Six Claims Trends
Shaping Insurance
in 2026 and Beyond
Claims leaders are focusing less on reacting to weather events and more on building resilient, adaptable, and data-driven claims ecosystems. A relatively low-weather year has given many carriers the breathing room to invest in stronger process foundations ahead of future volatility.
Below, we explore six trends we are seeing in the field — each rooted in real operational patterns, carrier strategic investments, and broader market forces.
Carriers Are Using Low Catastrophe Volume to Drive Process Improvement
A quieter weather year has created a rare opportunity to step back from pure throughput and focus on operational optimization. Instead of scrambling to meet surge workloads, claims teams are actively documenting handoffs, eliminating redundant steps, and investing in platforms and process redesigns that will make their operations more reliable and efficient when volume returns.
The broader insurance industry is also highlighting the importance of process modernization — including analytic automation that speeds triage and reduces cycle times — as a necessary response to persistent cost pressures and customer expectations for speed and transparency.
This foundational work reduces rework, improves quality assurance, and positions claims organizations to scale more effectively during future weather peaks.
Flexible, On-Demand Scale Is Non-Negotiable
With lower overall claims volume this year than the decade-high marks we've seen previously, carriers are increasingly aware of the risk inherent in fixed operating models. If 2026 brings a high-severity weather year, they cannot afford to scramble for resources. Flexible scale — driven by vendor partnerships, contingent field force capacity, and adaptable technology platforms — is now seen as a strategic requirement rather than a luxury.
"Claims executives emphasize the importance of balancing core teams with on-demand capacity that can be activated quickly without long-term cost commitments."
This aligns with broader risk-transfer and resilience planning we are seeing in operational strategy across the industry.
Connecting More of the End-to-End Claims Flow
Carriers are beginning to think holistically about the claims lifecycle, moving beyond isolated point solutions. Instead of treating FNOL systems, field inspections, scoping, and estimates as separate tools, more organizations are aligning them through shared platforms, integrated APIs, and consistent process standards.
This internal cohesion helps ensure that data and decisions flow smoothly from one step to the next, reducing friction and avoiding costly handoffs.
Consistent Field Data Capture Is a Strategic Priority
One of the most persistent challenges in claims is variability in field data. Whether reports come from different vendors, regions, or property types, inconsistent formatting and uneven detail force adjusters to spend precious time re-orienting themselves with every new submission.
Carriers are responding by establishing stronger standards for inspection data — including structured templates, uniform photo capture protocols, and shared nomenclature across service partners.
Consistent data capture reduces cognitive load on adjusters, lowers error rates when scoping and estimating, and enables better analytics downstream. It also underpins any automation or AI initiative that depends on clean, standardized inputs.
Adjusters Are Asking for Decision-Ready Insights, Not Raw Data
The volume of data available to adjusters has grown exponentially over the past decade — aerial measurements, storm data, inspection photos, virtual walkthroughs, materials libraries, predictive risk scores, and more. But more data does not automatically translate into better decisions.
Adjusters increasingly want structured, prioritized insights that help them respond faster with confidence. Raw spreadsheets, separate PDFs, and inconsistent annotation formats create friction and slow decision cycles.
"The shift now is toward decision-ready insights — dashboards, synthesized summaries, and contextual intelligence that pulls together disparate sources into a cohesive narrative."
This is an area where carriers are testing advanced analytics, rule-based engines, and emerging AI support tools.
AI Adoption Is Methodical, But Momentum Is Building
Artificial intelligence remains top of mind across the insurance industry, but adoption in claims is evolving in a disciplined, risk-aware way. Rather than broad, undefined "AI implementations," leading carriers are focusing on high-impact use cases such as intelligent triage, unstructured data extraction, and predictive analytics that automate routine tasks.
That said, carriers are also building governance frameworks, controls, and policies to manage risk and maintain compliance. Claims leaders are clear that AI should augment experienced professionals, not replace them — and that reliability and explainability must come before broad deployment.
The carriers making the most progress aren't deploying AI everywhere at once. They're identifying the three or four highest-value use cases and executing those well before expanding further.
More than tech buzzwords.
These trends reflect operational reality: carriers need resilience, adaptability, and insight-driven workflows to navigate a future where demand, weather volatility, and customer expectations continue to rise. The organizations investing in foundations now — data consistency, flexible capacity, connected workflows — will be the ones that perform when conditions are hardest.
Built for the claims operations
2026 demands.
SeekNow delivers consistent field data, flexible nationwide capacity, and AI-powered tools designed to fit directly into how claims teams work today.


▶ [PROBLEM REQUIREMENTS]
Output all entries verbatim. Skip pictures.

Component data from apps and pages:

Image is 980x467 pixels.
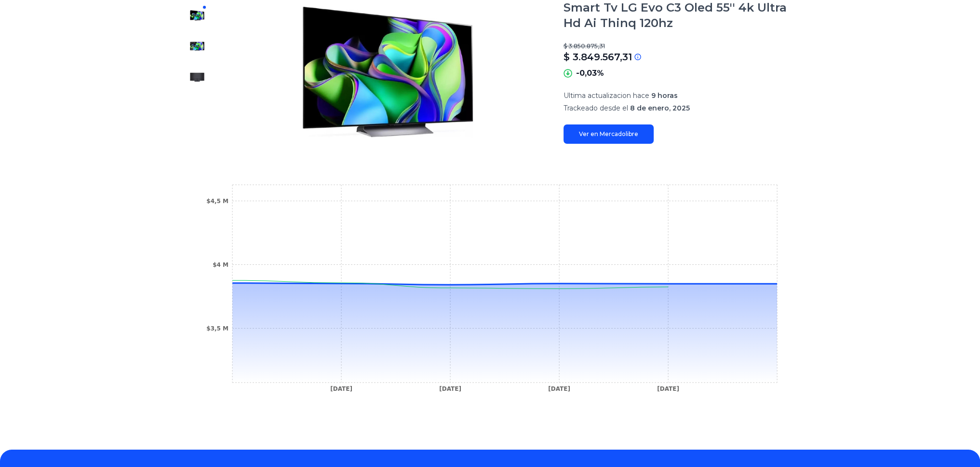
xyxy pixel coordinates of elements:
tspan: $3,5 M [206,325,229,331]
span: Ultima actualizacion hace [564,91,650,100]
tspan: $4 M [213,262,229,268]
img: Smart Tv LG Evo C3 Oled 55'' 4k Ultra Hd Ai Thinq 120hz [189,70,205,85]
p: -0,03% [576,68,604,79]
img: Smart Tv LG Evo C3 Oled 55'' 4k Ultra Hd Ai Thinq 120hz [189,39,205,54]
tspan: $4,5 M [206,198,229,204]
p: $ 3.850.875,31 [564,42,799,50]
img: Smart Tv LG Evo C3 Oled 55'' 4k Ultra Hd Ai Thinq 120hz [189,8,205,24]
tspan: [DATE] [657,385,680,392]
p: $ 3.849.567,31 [564,50,632,64]
span: 9 horas [651,91,678,100]
tspan: [DATE] [330,385,352,392]
a: Ver en Mercadolibre [564,124,653,144]
tspan: [DATE] [548,385,570,392]
span: Trackeado desde el [564,104,628,112]
span: 8 de enero, 2025 [630,104,690,112]
tspan: [DATE] [440,385,461,392]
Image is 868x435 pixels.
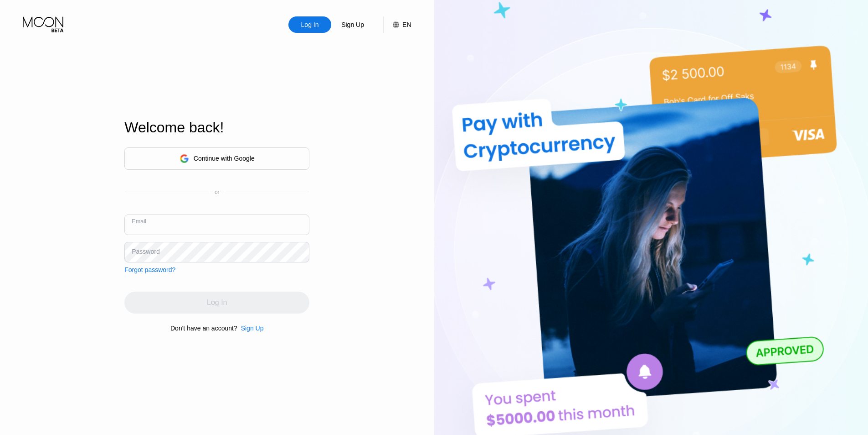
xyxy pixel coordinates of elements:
div: Email [132,218,146,225]
div: Welcome back! [124,119,309,136]
div: Log In [301,20,320,29]
div: Continue with Google [194,154,254,162]
div: Sign Up [241,324,264,332]
div: Don't have an account? [170,324,237,332]
div: Forgot password? [124,266,175,273]
div: Password [132,248,159,255]
div: Log In [288,17,331,33]
div: EN [384,17,411,33]
div: Continue with Google [124,147,309,170]
div: Sign Up [237,324,264,332]
div: or [215,189,219,195]
div: Sign Up [341,20,365,29]
div: EN [403,21,411,28]
div: Sign Up [331,17,374,33]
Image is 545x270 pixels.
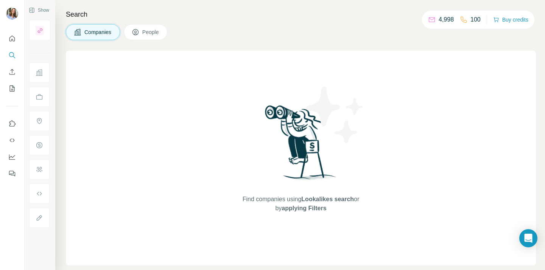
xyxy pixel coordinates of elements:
button: Search [6,48,18,62]
span: Companies [84,28,112,36]
div: Open Intercom Messenger [520,230,538,248]
button: My lists [6,82,18,95]
span: Find companies using or by [240,195,362,213]
button: Quick start [6,32,18,45]
button: Use Surfe on LinkedIn [6,117,18,131]
button: Feedback [6,167,18,181]
span: People [142,28,160,36]
img: Avatar [6,8,18,20]
img: Surfe Illustration - Woman searching with binoculars [262,103,340,188]
button: Enrich CSV [6,65,18,79]
img: Surfe Illustration - Stars [301,81,369,149]
button: Use Surfe API [6,134,18,147]
p: 100 [471,15,481,24]
h4: Search [66,9,536,20]
button: Dashboard [6,150,18,164]
button: Buy credits [493,14,529,25]
button: Show [23,5,55,16]
span: applying Filters [282,205,326,212]
p: 4,998 [439,15,454,24]
span: Lookalikes search [301,196,354,203]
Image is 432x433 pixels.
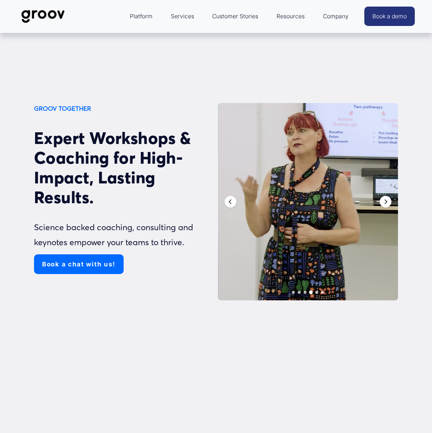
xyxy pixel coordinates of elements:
h2: Expert Workshops & Coaching for High-Impact, Lasting Results. [34,128,214,208]
img: Groov | Workplace Science Platform | Unlock Performance | Drive Results [17,4,69,29]
a: Customer Stories [208,8,262,25]
a: folder dropdown [273,8,308,25]
a: folder dropdown [319,8,352,25]
div: Slide 3 of 7 [296,288,302,297]
div: Slide 2 of 7 [290,288,296,297]
div: Previous [224,195,237,208]
a: folder dropdown [126,8,156,25]
span: Resources [276,11,304,22]
span: Company [323,11,348,22]
strong: GROOV TOGETHER [34,105,91,112]
p: Science backed coaching, consulting and keynotes empower your teams to thrive. [34,220,214,250]
span: Platform [130,11,152,22]
div: Slide 5 of 7 [307,287,314,298]
div: Slide 6 of 7 [314,288,319,297]
div: Next [379,195,392,208]
a: Book a demo [364,7,414,26]
div: Slide 4 of 7 [302,288,308,297]
a: Services [167,8,198,25]
a: Book a chat with us! [34,254,124,274]
div: Slide 7 of 7 [319,288,325,297]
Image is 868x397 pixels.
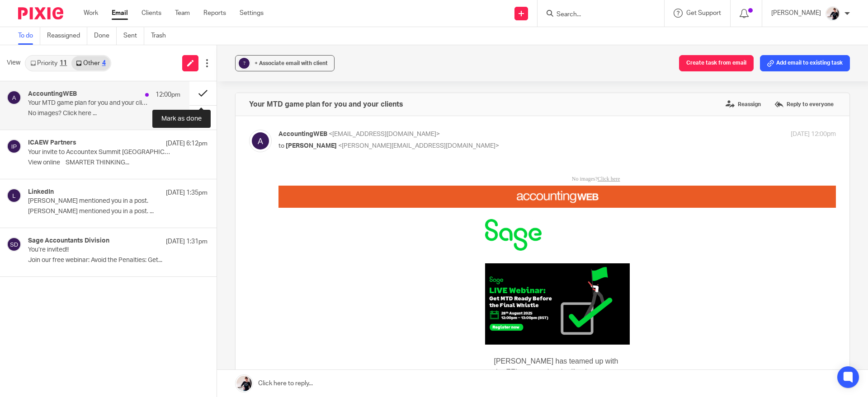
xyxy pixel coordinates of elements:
p: [DATE] 12:00pm [790,129,836,140]
p: Join our free webinar: Avoid the Penalties: Get... [28,257,207,265]
span: [PERSON_NAME] [285,143,337,149]
img: AccountingWEB [206,15,351,37]
img: svg%3E [249,129,272,152]
input: Search [555,11,637,19]
button: ? + Associate email with client [235,55,334,71]
p: [DATE] 6:12pm [166,140,207,148]
p: [PERSON_NAME] mentioned you in a post. ... [28,208,207,216]
a: Other4 [71,56,110,70]
a: Reports [204,9,226,18]
li: What MTD means for your clients. [227,312,342,323]
label: Reassign [723,98,763,111]
div: 4 [102,60,106,66]
div: 11 [60,60,67,66]
span: <[PERSON_NAME][EMAIL_ADDRESS][DOMAIN_NAME]> [338,143,499,149]
p: [DATE] 1:31pm [166,237,207,247]
span: Get Support [686,10,721,17]
strong: [DATE] 12pm [257,272,302,280]
img: svg%3E [6,91,22,105]
span: View [6,58,20,68]
img: Sage [206,49,263,81]
button: Create task from email [679,55,754,71]
span: <[EMAIL_ADDRESS][DOMAIN_NAME]> [329,131,440,137]
span: AccountingWEB [278,131,327,137]
img: Sage MTD / EFL webinar [206,93,351,175]
img: svg%3E [6,237,22,252]
h4: ICAEW Partners [28,140,76,147]
p: You’re invited!! [28,247,172,254]
p: View online SMARTER THINKING... [28,159,207,167]
a: Priority11 [26,56,71,70]
img: svg%3E [6,188,22,203]
img: svg%3E [6,140,22,154]
a: Work [83,9,98,18]
h4: Your MTD game plan for you and your clients [249,100,403,109]
p: No images? Click here ... [28,110,181,117]
h4: Sage Accountants Division [28,237,109,245]
p: [DATE] 1:35pm [166,188,207,198]
h4: AccountingWEB [28,91,77,98]
p: Your MTD game plan for you and your clients [28,99,150,107]
a: Trash [151,27,173,45]
p: No images? [279,4,342,13]
span: to [278,143,284,149]
strong: MTD fast approaching [216,219,330,238]
a: Sent [124,27,144,45]
img: AV307615.jpg [826,6,840,21]
p: Join Sage on as [PERSON_NAME] and [PERSON_NAME] tackle: [216,270,342,304]
h4: LinkedIn [28,188,54,196]
img: Pixie [18,7,63,19]
p: Your invite to Accountex Summit [GEOGRAPHIC_DATA] [28,149,172,156]
li: Key dates and requirements to stay compliant. [227,323,342,345]
a: Clients [142,9,161,18]
div: ? [239,58,250,69]
a: Done [94,27,117,45]
button: Add email to existing task [759,55,850,71]
a: Email [111,9,128,18]
p: 12:00pm [155,91,181,99]
a: Settings [239,9,263,18]
p: [PERSON_NAME] mentioned you in a post. [28,198,172,205]
span: + Associate email with client [255,60,328,66]
a: Team [175,9,190,18]
p: [PERSON_NAME] [771,9,821,18]
li: Practical steps to get your clients MTD-ready. [227,345,342,367]
a: Click here [319,6,342,12]
p: [PERSON_NAME] has teamed up with the EFL, supporting the “businesses behind the badge” that keep ... [216,186,342,262]
a: Reassigned [47,27,87,45]
a: To do [18,27,40,45]
label: Reply to everyone [772,98,836,111]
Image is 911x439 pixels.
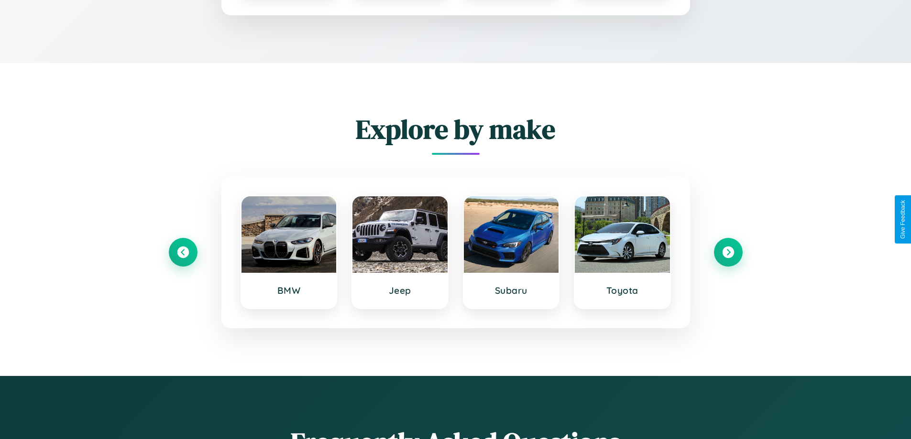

▶ [RESULT]
Image is 980x467 pixels.
xyxy pixel coordinates of elements:
tspan: $3,5 M [206,325,229,331]
span: Ultima actualizacion hace [564,91,650,100]
tspan: $4 M [213,262,229,268]
img: Smart Tv LG Evo C3 Oled 55'' 4k Ultra Hd Ai Thinq 120hz [189,70,205,85]
p: -0,03% [576,68,604,79]
img: Smart Tv LG Evo C3 Oled 55'' 4k Ultra Hd Ai Thinq 120hz [189,39,205,54]
tspan: $4,5 M [206,198,229,204]
p: $ 3.850.875,31 [564,42,799,50]
img: Smart Tv LG Evo C3 Oled 55'' 4k Ultra Hd Ai Thinq 120hz [189,8,205,24]
tspan: [DATE] [657,385,680,392]
p: $ 3.849.567,31 [564,50,632,64]
span: 9 horas [651,91,678,100]
tspan: [DATE] [330,385,352,392]
a: Ver en Mercadolibre [564,124,653,144]
tspan: [DATE] [548,385,570,392]
span: Trackeado desde el [564,104,628,112]
span: 8 de enero, 2025 [630,104,690,112]
tspan: [DATE] [440,385,461,392]
Image is 868x435 pixels.
xyxy pixel coordinates of elements:
div: Email [132,218,146,225]
div: Welcome back! [124,119,309,136]
div: Log In [301,20,320,29]
div: Continue with Google [194,154,254,162]
div: Sign Up [241,324,264,332]
div: Don't have an account? [170,324,237,332]
div: Forgot password? [124,266,175,273]
div: Password [132,248,159,255]
div: Log In [288,17,331,33]
div: EN [384,17,411,33]
div: Continue with Google [124,147,309,170]
div: Sign Up [237,324,264,332]
div: or [215,189,219,195]
div: Sign Up [341,20,365,29]
div: EN [403,21,411,28]
div: Sign Up [331,17,374,33]
Image is 545x270 pixels.
xyxy pixel coordinates of elements:
button: Search [6,48,18,62]
span: Companies [84,28,112,36]
div: Open Intercom Messenger [520,230,538,248]
button: My lists [6,82,18,95]
span: Find companies using or by [240,195,362,213]
button: Quick start [6,32,18,45]
button: Use Surfe on LinkedIn [6,117,18,131]
button: Feedback [6,167,18,181]
span: People [142,28,160,36]
img: Avatar [6,8,18,20]
img: Surfe Illustration - Woman searching with binoculars [262,103,340,188]
button: Enrich CSV [6,65,18,79]
img: Surfe Illustration - Stars [301,81,369,149]
button: Use Surfe API [6,134,18,147]
p: 100 [471,15,481,24]
h4: Search [66,9,536,20]
button: Dashboard [6,150,18,164]
button: Buy credits [493,14,529,25]
button: Show [23,5,55,16]
span: applying Filters [282,205,326,212]
p: 4,998 [439,15,454,24]
span: Lookalikes search [301,196,354,203]
Image is 432x433 pixels.
xyxy pixel coordinates of elements:
h2: Expert Workshops & Coaching for High-Impact, Lasting Results. [34,128,214,208]
img: Groov | Workplace Science Platform | Unlock Performance | Drive Results [17,4,69,29]
a: Customer Stories [208,8,262,25]
a: folder dropdown [273,8,308,25]
a: folder dropdown [319,8,352,25]
div: Slide 3 of 7 [296,288,302,297]
div: Slide 2 of 7 [290,288,296,297]
div: Previous [224,195,237,208]
a: folder dropdown [126,8,156,25]
span: Resources [276,11,304,22]
span: Company [323,11,348,22]
strong: GROOV TOGETHER [34,105,91,112]
p: Science backed coaching, consulting and keynotes empower your teams to thrive. [34,220,214,250]
span: Platform [130,11,152,22]
div: Slide 5 of 7 [307,287,314,298]
div: Slide 6 of 7 [314,288,319,297]
div: Next [379,195,392,208]
a: Book a demo [364,7,414,26]
div: Slide 4 of 7 [302,288,308,297]
a: Services [167,8,198,25]
a: Book a chat with us! [34,254,124,274]
div: Slide 7 of 7 [319,288,325,297]
Image is 868x397 pixels.
xyxy pixel coordinates of elements:
p: [DATE] 12:00pm [790,129,836,140]
p: Join our free webinar: Avoid the Penalties: Get... [28,257,207,265]
span: [PERSON_NAME] [285,143,337,149]
img: AccountingWEB [206,15,351,37]
img: svg%3E [249,129,272,152]
input: Search [555,11,637,19]
button: ? + Associate email with client [235,55,334,71]
p: [DATE] 6:12pm [166,140,207,148]
p: [PERSON_NAME] mentioned you in a post. ... [28,208,207,216]
a: Other4 [71,56,110,70]
a: Reports [204,9,226,18]
li: What MTD means for your clients. [227,312,342,323]
label: Reassign [723,98,763,111]
div: 4 [102,60,106,66]
div: 11 [60,60,67,66]
span: <[PERSON_NAME][EMAIL_ADDRESS][DOMAIN_NAME]> [338,143,499,149]
p: [DATE] 1:31pm [166,237,207,247]
span: Get Support [686,10,721,17]
strong: [DATE] 12pm [257,272,302,280]
img: svg%3E [6,91,22,105]
span: View [6,58,20,68]
img: Sage [206,49,263,81]
button: Create task from email [679,55,754,71]
span: <[EMAIL_ADDRESS][DOMAIN_NAME]> [329,131,440,137]
span: AccountingWEB [278,131,327,137]
img: Sage MTD / EFL webinar [206,93,351,175]
img: svg%3E [6,237,22,252]
h4: ICAEW Partners [28,140,76,147]
p: You’re invited!! [28,247,172,254]
p: View online SMARTER THINKING... [28,159,207,167]
a: Priority11 [26,56,71,70]
img: svg%3E [6,188,22,203]
img: svg%3E [6,140,22,154]
a: Work [83,9,98,18]
h4: Your MTD game plan for you and your clients [249,100,403,109]
p: No images? Click here ... [28,110,181,117]
h4: Sage Accountants Division [28,237,109,245]
p: [DATE] 1:35pm [166,188,207,198]
h4: AccountingWEB [28,91,77,98]
p: Your MTD game plan for you and your clients [28,99,150,107]
a: Trash [151,27,173,45]
p: No images? [279,4,342,13]
span: to [278,143,284,149]
strong: MTD fast approaching [216,219,330,238]
a: Sent [124,27,144,45]
img: AV307615.jpg [826,6,840,21]
p: Join Sage on as [PERSON_NAME] and [PERSON_NAME] tackle: [216,270,342,304]
h4: LinkedIn [28,188,54,196]
img: Pixie [18,7,63,19]
p: Your invite to Accountex Summit [GEOGRAPHIC_DATA] [28,149,172,156]
li: Key dates and requirements to stay compliant. [227,323,342,345]
a: Clients [142,9,161,18]
div: ? [239,58,250,69]
a: Done [94,27,117,45]
button: Add email to existing task [759,55,850,71]
a: Email [111,9,128,18]
p: 12:00pm [155,91,181,99]
a: Settings [239,9,263,18]
p: [PERSON_NAME] mentioned you in a post. [28,198,172,205]
span: + Associate email with client [255,60,328,66]
a: Team [175,9,190,18]
p: [PERSON_NAME] [771,9,821,18]
li: Practical steps to get your clients MTD-ready. [227,345,342,367]
a: Click here [319,6,342,12]
p: [PERSON_NAME] has teamed up with the EFL, supporting the “businesses behind the badge” that keep ... [216,186,342,262]
a: Reassigned [47,27,87,45]
a: To do [18,27,40,45]
label: Reply to everyone [772,98,836,111]
Image is 911x439 pixels.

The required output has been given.